Tuesday, January 07, 2025

Why Elon Musk is so powerful.



Mr Musk has been a marvel for obvious reasons, but in the last few weeks his influence has gown out of proportions. The bromance with Mr Donald Trump, the President-elect, is certainly a factor, but that alone cannot explain the Musk phenomenon that is sweeping the globe now. 


Wise people have always argued that it is not that AI would take over humanity. It would rather be that humans empowered by AI would overwhelm people less fortunate. The Musk phenomenon, bolstered by his success in Tesla and SpaceX, was given the crucial boost by his purchase of twitter (now converted to X). The house-made Grok is always on X, and X is evidently the embodiment of AI-powered dominance of the world, at least somewhere on the roadmap. Mr Musk has been one of the founders of Open AI. With his new startup xAI and much beyond to come, together with the track record of serial successes, give Mr. Musk power in reality and in imagination. If he could win in choosing sides in the American Presidential election, probably he will win in this arms race of AI towards AGI and ASI, at least will be on the winning side, an educated guess will suggest.
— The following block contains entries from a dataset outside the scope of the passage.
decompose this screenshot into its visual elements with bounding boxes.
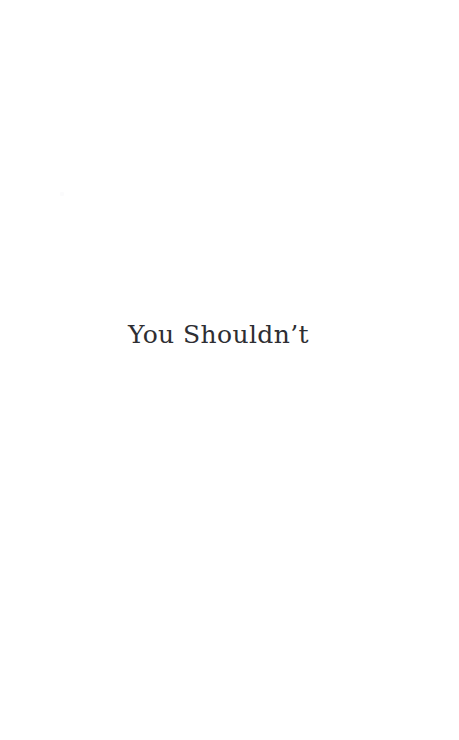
- page-title: You Shouldn’t: [0, 318, 459, 352]
- title-block: You Shouldn’t: [0, 318, 459, 352]
- book-page: You Shouldn’t: [0, 0, 459, 740]
- scan-artifact-speck: [60, 192, 64, 196]
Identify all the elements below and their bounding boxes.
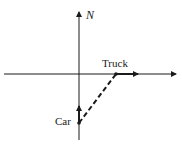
- vector-diagram: N Truck Car: [0, 0, 182, 146]
- truck-label: Truck: [102, 58, 128, 69]
- truck-position-dot: [114, 72, 118, 76]
- relative-position-line: [79, 74, 116, 123]
- north-label: N: [86, 9, 94, 21]
- car-label: Car: [55, 116, 71, 127]
- car-position-dot: [77, 121, 81, 125]
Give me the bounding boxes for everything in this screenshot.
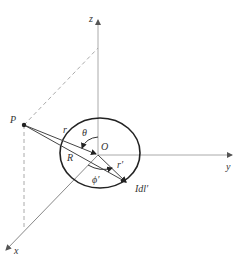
magnetic-field-current-loop-diagram: z y x P O r R r′ θ ϕ′ Idl′	[0, 0, 246, 260]
x-axis	[6, 155, 98, 250]
r-prime-label: r′	[117, 159, 124, 170]
theta-label: θ	[82, 127, 87, 138]
current-element-label: Idl′	[134, 183, 149, 194]
dashed-projection-up	[24, 48, 98, 125]
theta-arc	[82, 137, 98, 148]
phi-prime-label: ϕ′	[92, 174, 100, 185]
point-P-label: P	[9, 114, 16, 125]
origin-label: O	[101, 141, 108, 152]
point-P	[22, 123, 26, 127]
R-label: R	[66, 152, 73, 163]
R-vector	[24, 125, 126, 182]
r-label: r	[63, 124, 67, 135]
z-axis-label: z	[88, 13, 93, 24]
x-axis-label: x	[13, 245, 19, 256]
y-axis-label: y	[225, 161, 231, 172]
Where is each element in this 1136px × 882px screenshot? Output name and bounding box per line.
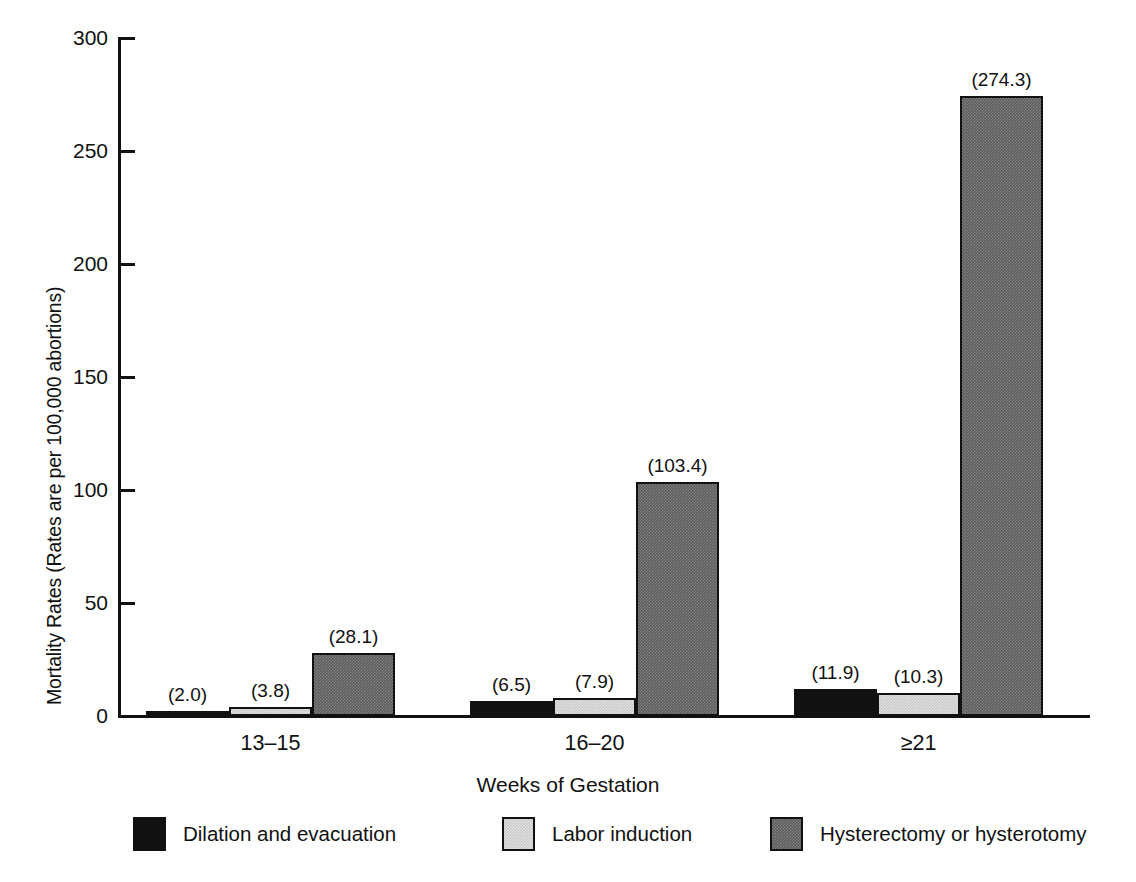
bar-value-label: (274.3) — [940, 70, 1063, 89]
bar-value-label: (103.4) — [616, 456, 739, 475]
legend-item: Hysterectomy or hysterotomy — [770, 814, 1087, 854]
y-tick-label-wrap: 150 — [28, 366, 108, 387]
y-tick-label-wrap: 250 — [28, 140, 108, 161]
x-axis-category-label: ≥21 — [829, 731, 1009, 755]
bar — [553, 698, 636, 716]
y-tick-label-wrap: 200 — [28, 253, 108, 274]
legend-item: Labor induction — [502, 814, 692, 854]
x-axis-category-label: 13–15 — [181, 731, 361, 755]
x-axis-category-label: 16–20 — [505, 731, 685, 755]
bar — [877, 693, 960, 716]
legend-swatch — [133, 817, 166, 851]
y-tick-label: 300 — [34, 27, 108, 48]
y-tick-label: 0 — [34, 705, 108, 726]
y-tick-label: 150 — [34, 366, 108, 387]
y-tick-label-wrap: 300 — [28, 27, 108, 48]
y-tick-label: 50 — [34, 592, 108, 613]
bar — [794, 689, 877, 716]
plot-area: (2.0)(3.8)(28.1)(6.5)(7.9)(103.4)(11.9)(… — [118, 38, 1090, 716]
y-tick-label: 200 — [34, 253, 108, 274]
legend-label: Dilation and evacuation — [183, 823, 396, 845]
y-tick-label-wrap: 50 — [28, 592, 108, 613]
bar — [470, 701, 553, 716]
legend-item: Dilation and evacuation — [133, 814, 396, 854]
y-tick-label-wrap: 100 — [28, 479, 108, 500]
legend-swatch — [770, 817, 803, 851]
legend-swatch — [502, 817, 535, 851]
chart-legend: Dilation and evacuationLabor inductionHy… — [0, 814, 1136, 860]
x-axis-title: Weeks of Gestation — [0, 773, 1136, 797]
bar — [960, 96, 1043, 716]
legend-label: Labor induction — [552, 823, 692, 845]
legend-label: Hysterectomy or hysterotomy — [820, 823, 1087, 845]
bar-value-label: (28.1) — [292, 627, 415, 646]
bar — [229, 707, 312, 716]
bar — [312, 653, 395, 717]
bar — [636, 482, 719, 716]
y-tick-label-wrap: 0 — [28, 705, 108, 726]
bar — [146, 711, 229, 716]
chart-figure: Mortality Rates (Rates are per 100,000 a… — [0, 0, 1136, 882]
y-tick-label: 100 — [34, 479, 108, 500]
y-tick-label: 250 — [34, 140, 108, 161]
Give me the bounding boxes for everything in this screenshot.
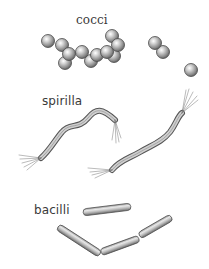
bacillus-single	[83, 203, 131, 216]
cocci-cluster	[42, 30, 125, 70]
spirillum-right	[88, 89, 198, 178]
bacteria-drawing	[0, 0, 209, 269]
cocci-pair	[149, 37, 170, 59]
bacilli-chain	[56, 214, 173, 257]
coccus-single	[185, 64, 198, 77]
spirillum-left	[19, 111, 121, 170]
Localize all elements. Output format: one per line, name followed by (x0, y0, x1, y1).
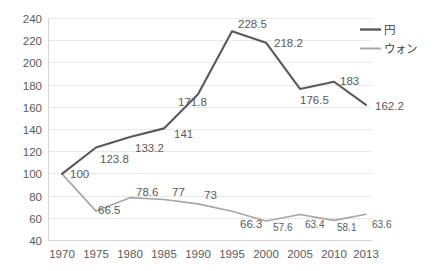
x-tick-1995: 1995 (219, 248, 245, 260)
chart-canvas: 240 220 200 180 160 140 120 100 80 60 40… (0, 0, 438, 271)
x-tick-1990: 1990 (185, 248, 211, 260)
data-label-won-2000: 57.6 (273, 222, 293, 233)
data-label-yen-1995: 228.5 (238, 18, 267, 30)
y-tick-60: 60 (29, 213, 42, 225)
x-tick-2010: 2010 (321, 248, 347, 260)
data-label-won-1985: 77 (172, 186, 185, 198)
y-tick-120: 120 (23, 146, 42, 158)
data-label-yen-2000: 218.2 (274, 37, 303, 49)
y-tick-80: 80 (29, 191, 42, 203)
x-tick-1970: 1970 (49, 248, 75, 260)
data-label-won-1980: 78.6 (136, 186, 158, 198)
legend-label-won: ウォン (384, 43, 417, 55)
x-tick-2013: 2013 (353, 248, 379, 260)
data-label-won-2005: 63.4 (305, 219, 325, 230)
y-axis-tick-labels: 240 220 200 180 160 140 120 100 80 60 40 (23, 13, 42, 247)
x-tick-1980: 1980 (117, 248, 143, 260)
x-tick-1975: 1975 (83, 248, 109, 260)
data-label-won-2013: 63.6 (372, 219, 392, 230)
x-axis-tick-labels: 1970 1975 1980 1985 1990 1995 2000 2005 … (49, 248, 379, 260)
y-tick-100: 100 (23, 168, 42, 180)
legend-label-yen: 円 (384, 24, 395, 36)
data-label-yen-1975: 123.8 (100, 153, 129, 165)
x-tick-2000: 2000 (253, 248, 279, 260)
y-tick-240: 240 (23, 13, 42, 25)
y-tick-140: 140 (23, 124, 42, 136)
data-label-won-1975: 66.5 (98, 204, 120, 216)
data-label-won-1990: 73 (204, 189, 217, 201)
data-label-yen-2005: 176.5 (300, 94, 329, 106)
y-tick-160: 160 (23, 102, 42, 114)
line-chart: 240 220 200 180 160 140 120 100 80 60 40… (0, 0, 438, 271)
data-label-yen-2010: 183 (340, 75, 359, 87)
data-label-yen-2013: 162.2 (375, 100, 404, 112)
y-tick-200: 200 (23, 57, 42, 69)
y-tick-40: 40 (29, 235, 42, 247)
data-label-won-2010: 58.1 (337, 222, 357, 233)
x-tick-2005: 2005 (287, 248, 313, 260)
data-label-won-1995: 66.3 (240, 218, 262, 230)
data-label-yen-1985: 141 (174, 128, 193, 140)
data-label-yen-1980: 133.2 (135, 142, 164, 154)
y-tick-220: 220 (23, 35, 42, 47)
data-label-yen-1970: 100 (70, 168, 89, 180)
x-tick-1985: 1985 (151, 248, 177, 260)
data-label-yen-1990: 171.8 (178, 96, 207, 108)
y-tick-180: 180 (23, 80, 42, 92)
So as Mr. Musk goes about the business of interfering with European politics, even suggesting to King Charles to dissolve the parliament, there is an image of a man stroking a trademark white cat. AI would not conquer humans. People smart enough to employ AI would conquer humans. Mr. Musk is at the right place at the right time with the right track record. How the rest will turn out to be history is yet to be seen.

Monday, January 06, 2025

We don't understand what the language game is.



In board games such as chess, go, and shogi, the AIs have beaten human champions. Indeed, today, nobody is in the doubt as to whether AIs have edge over humans. The battle between AIs and humans are over in these fields.
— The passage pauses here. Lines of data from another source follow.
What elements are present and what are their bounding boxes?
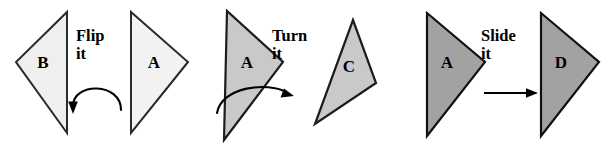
triangle-a-slide-label: A	[438, 54, 456, 71]
operation-verb-flip: Flip	[76, 27, 104, 45]
operation-label-slide: Slide it	[481, 27, 516, 62]
transformations-figure: B A Flip it A C Turn it	[0, 0, 613, 147]
straight-arrow-right-icon	[484, 88, 538, 98]
triangle-a-slide	[427, 13, 485, 136]
triangle-c-label: C	[340, 58, 358, 75]
panel-flip: B A Flip it	[0, 0, 200, 147]
operation-label-flip: Flip it	[76, 27, 104, 62]
panel-slide-graphics	[405, 0, 613, 147]
triangle-b-label: B	[34, 54, 52, 71]
operation-verb-turn: Turn	[272, 27, 307, 45]
triangle-d-label: D	[552, 54, 570, 71]
panel-slide: A D Slide it	[405, 0, 613, 147]
curved-arrow-left-icon	[68, 88, 121, 114]
panel-turn: A C Turn it	[200, 0, 405, 147]
panel-turn-graphics	[200, 0, 405, 147]
operation-suffix-flip: it	[76, 45, 104, 63]
panel-flip-graphics	[0, 0, 200, 147]
triangle-d	[541, 13, 599, 136]
operation-label-turn: Turn it	[272, 27, 307, 62]
triangle-a-turn-label: A	[238, 54, 256, 71]
operation-verb-slide: Slide	[481, 27, 516, 45]
operation-suffix-turn: it	[272, 45, 307, 63]
triangle-b	[16, 12, 67, 133]
triangle-a-label: A	[145, 54, 163, 71]
operation-suffix-slide: it	[481, 45, 516, 63]
triangle-a-flip	[131, 12, 188, 133]
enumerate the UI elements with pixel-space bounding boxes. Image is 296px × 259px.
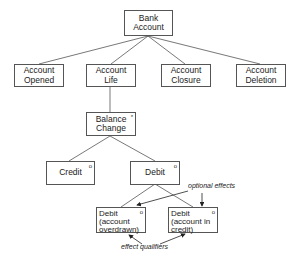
node-balance-change: Balance Change * <box>86 112 136 136</box>
node-credit: Credit o <box>46 161 95 185</box>
node-bank-account: Bank Account <box>124 10 173 36</box>
node-label: Balance Change <box>96 115 127 134</box>
node-label: Account Opened <box>24 66 55 85</box>
selection-marker: o <box>89 163 92 169</box>
node-account-deletion: Account Deletion <box>236 64 286 87</box>
node-label: Debit <box>145 168 165 178</box>
node-label: Account Deletion <box>245 66 276 85</box>
annotation-effect-qualifiers: effect qualifiers <box>121 243 168 250</box>
selection-marker: o <box>140 209 143 215</box>
node-account-opened: Account Opened <box>14 64 64 87</box>
node-label: Debit (account overdrawn) <box>99 210 139 234</box>
node-label: Credit <box>59 168 82 178</box>
diagram-canvas: Bank Account Account Opened Account Life… <box>0 0 296 259</box>
node-debit-account-in-credit: Debit (account in credit) o <box>168 207 218 233</box>
node-label: Account Closure <box>171 66 202 85</box>
node-label: Debit (account in credit) <box>171 210 210 234</box>
node-debit-account-overdrawn: Debit (account overdrawn) o <box>96 207 146 233</box>
node-account-life: Account Life <box>86 64 136 87</box>
selection-marker: o <box>174 163 177 169</box>
annotation-optional-effects: optional effects <box>188 182 235 189</box>
selection-marker: o <box>212 209 215 215</box>
node-label: Account Life <box>96 66 127 85</box>
node-label: Bank Account <box>133 14 164 33</box>
node-debit: Debit o <box>130 161 180 185</box>
connector-lines <box>0 0 296 259</box>
node-account-closure: Account Closure <box>161 64 211 87</box>
iteration-marker: * <box>131 114 133 120</box>
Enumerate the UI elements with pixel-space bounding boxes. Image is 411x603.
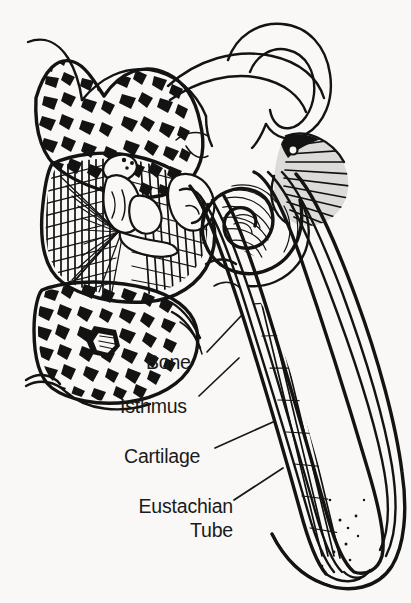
label-cartilage: Cartilage	[124, 444, 200, 468]
label-eustachian-line2: Tube	[135, 518, 233, 542]
label-eustachian-tube: EustachianTube	[135, 494, 233, 542]
label-isthmus: Isthmus	[120, 394, 187, 418]
label-eustachian-line1: Eustachian	[139, 495, 233, 517]
label-bone: Bone	[146, 350, 191, 374]
anatomy-figure: Bone Isthmus Cartilage EustachianTube	[0, 0, 411, 603]
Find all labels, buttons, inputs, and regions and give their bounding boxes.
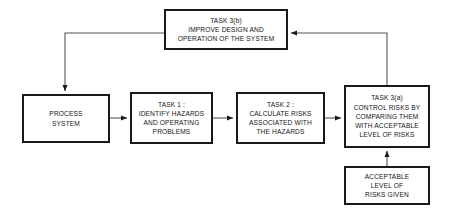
node-process-system-line-2: SYSTEM <box>52 119 80 128</box>
node-task-1-line-2: IDENTIFY HAZARDS <box>139 109 205 118</box>
node-task-3b-line-1: TASK 3(b) <box>210 16 242 25</box>
node-task-3a-line-4: WITH ACCEPTABLE <box>355 121 419 130</box>
node-acceptable-level-line-1: ACCEPTABLE <box>365 172 410 181</box>
node-task-1-line-4: PROBLEMS <box>153 127 191 136</box>
node-acceptable-level-line-3: RISKS GIVEN <box>365 190 409 199</box>
connector-task3b-to-process <box>65 33 164 91</box>
node-task-3a-line-2: CONTROL RISKS BY <box>354 103 421 112</box>
node-process-system-line-1: PROCESS <box>49 109 82 118</box>
node-task-2-line-3: ASSOCIATED WITH <box>249 118 312 127</box>
node-task-3a-line-5: LEVEL OF RISKS <box>360 130 415 139</box>
connector-task3a-to-task3b <box>291 33 387 85</box>
node-task-3b: TASK 3(b) IMPROVE DESIGN AND OPERATION O… <box>164 9 288 50</box>
node-task-1-line-1: TASK 1 : <box>158 100 185 109</box>
flowchart-diagram: TASK 3(b) IMPROVE DESIGN AND OPERATION O… <box>0 0 451 220</box>
node-task-1-line-3: AND OPERATING <box>143 118 199 127</box>
node-process-system: PROCESS SYSTEM <box>22 94 110 143</box>
node-task-2: TASK 2 : CALCULATE RISKS ASSOCIATED WITH… <box>236 92 325 144</box>
node-acceptable-level-line-2: LEVEL OF <box>371 181 403 190</box>
node-task-3a-line-3: COMPARING THEM <box>356 112 419 121</box>
node-acceptable-level-of-risks: ACCEPTABLE LEVEL OF RISKS GIVEN <box>344 166 430 205</box>
node-task-3a-line-1: TASK 3(a) <box>371 93 403 102</box>
node-task-1: TASK 1 : IDENTIFY HAZARDS AND OPERATING … <box>130 92 213 144</box>
node-task-2-line-1: TASK 2 : <box>267 100 294 109</box>
node-task-2-line-4: THE HAZARDS <box>256 127 304 136</box>
node-task-2-line-2: CALCULATE RISKS <box>249 109 311 118</box>
node-task-3a: TASK 3(a) CONTROL RISKS BY COMPARING THE… <box>344 85 430 148</box>
node-task-3b-line-3: OPERATION OF THE SYSTEM <box>178 34 275 43</box>
node-task-3b-line-2: IMPROVE DESIGN AND <box>188 25 264 34</box>
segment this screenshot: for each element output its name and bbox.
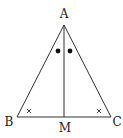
label-c: C <box>112 115 121 129</box>
segment-ab <box>17 25 64 117</box>
angle-cross-b-icon <box>27 109 31 113</box>
segment-ac <box>64 25 111 117</box>
angle-dot-right-icon <box>68 49 73 54</box>
label-m: M <box>59 121 71 135</box>
angle-dot-left-icon <box>56 49 61 54</box>
angle-cross-c-icon <box>97 109 101 113</box>
label-a: A <box>59 7 69 21</box>
triangle-diagram: A B C M <box>0 0 123 138</box>
label-b: B <box>5 115 14 129</box>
When it comes to Large Language Models, the situations is not so clear. Although people are generally under the impression that the Turing test is now probably moot, especially because you can formulate the arguments in any ways you prefer, there is no clear measure to judge whether LLMs are doing the job better than humans.
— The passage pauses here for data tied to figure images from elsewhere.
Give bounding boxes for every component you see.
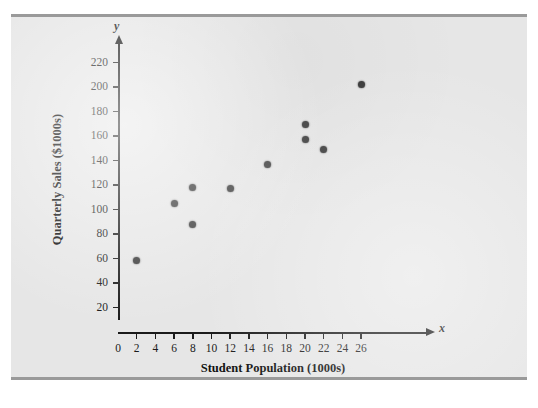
x-tick-24 bbox=[342, 333, 344, 339]
x-tick-16 bbox=[267, 333, 269, 339]
x-axis-line bbox=[118, 332, 428, 334]
y-tick-label-80: 80 bbox=[72, 227, 108, 239]
y-tick-label-140: 140 bbox=[72, 154, 108, 166]
y-tick-40 bbox=[113, 282, 119, 284]
x-tick-20 bbox=[304, 333, 306, 339]
y-tick-label-120: 120 bbox=[72, 178, 108, 190]
x-tick-8 bbox=[192, 333, 194, 339]
x-tick-12 bbox=[229, 333, 231, 339]
y-tick-label-220: 220 bbox=[72, 56, 108, 68]
data-point bbox=[358, 81, 365, 88]
data-point bbox=[264, 161, 271, 168]
figure-panel: y x 20406080100120140160180200220 024681… bbox=[11, 14, 527, 380]
scatter-plot-area: y x 20406080100120140160180200220 024681… bbox=[11, 17, 527, 377]
data-point bbox=[171, 200, 178, 207]
y-tick-200 bbox=[113, 86, 119, 88]
x-tick-6 bbox=[173, 333, 175, 339]
y-tick-label-200: 200 bbox=[72, 80, 108, 92]
y-tick-label-180: 180 bbox=[72, 105, 108, 117]
x-axis-arrow-icon bbox=[426, 328, 435, 336]
y-tick-180 bbox=[113, 111, 119, 113]
x-axis-variable-symbol: x bbox=[439, 321, 445, 336]
y-tick-label-20: 20 bbox=[72, 301, 108, 313]
y-tick-220 bbox=[113, 62, 119, 64]
x-tick-18 bbox=[286, 333, 288, 339]
y-axis-title: Quarterly Sales ($1000s) bbox=[50, 85, 65, 275]
y-axis-line bbox=[118, 43, 120, 320]
x-tick-22 bbox=[323, 333, 325, 339]
data-point bbox=[189, 221, 196, 228]
y-axis-variable-symbol: y bbox=[114, 19, 119, 34]
figure-caption: CHART 1 SCATTER DIAGRAM FOR ARMAND'S PIZ… bbox=[0, 0, 538, 1]
x-tick-label-26: 26 bbox=[348, 342, 374, 354]
data-point bbox=[302, 136, 309, 143]
y-axis-arrow-icon bbox=[115, 35, 123, 44]
y-tick-160 bbox=[113, 135, 119, 137]
x-tick-14 bbox=[248, 333, 250, 339]
x-tick-2 bbox=[136, 333, 138, 339]
y-tick-140 bbox=[113, 160, 119, 162]
y-tick-label-60: 60 bbox=[72, 252, 108, 264]
x-tick-4 bbox=[155, 333, 157, 339]
data-point bbox=[320, 146, 327, 153]
x-tick-26 bbox=[360, 333, 362, 339]
y-tick-60 bbox=[113, 258, 119, 260]
y-tick-label-100: 100 bbox=[72, 203, 108, 215]
data-point bbox=[302, 121, 309, 128]
y-tick-label-160: 160 bbox=[72, 129, 108, 141]
y-tick-100 bbox=[113, 209, 119, 211]
y-tick-120 bbox=[113, 184, 119, 186]
y-tick-20 bbox=[113, 307, 119, 309]
data-point bbox=[133, 257, 140, 264]
y-tick-80 bbox=[113, 233, 119, 235]
data-point bbox=[227, 185, 234, 192]
y-tick-label-40: 40 bbox=[72, 276, 108, 288]
x-tick-10 bbox=[211, 333, 213, 339]
data-point bbox=[189, 184, 196, 191]
x-axis-title: Student Population (1000s) bbox=[118, 361, 428, 376]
The fundamental problem is our lack of understanding of the nature of the language game. Although Ludwig Wittgenstein described it in a passing manner in his Philosophical Investigations, the description is far from adequate. To this day, we do not have a clear model of what the language game is.


We humans don't know what the language game is exactly, and yet we engage ourselves in it every day. The Large Language Models are being developed and employed without a definite idea of what cognitive function it is addressing.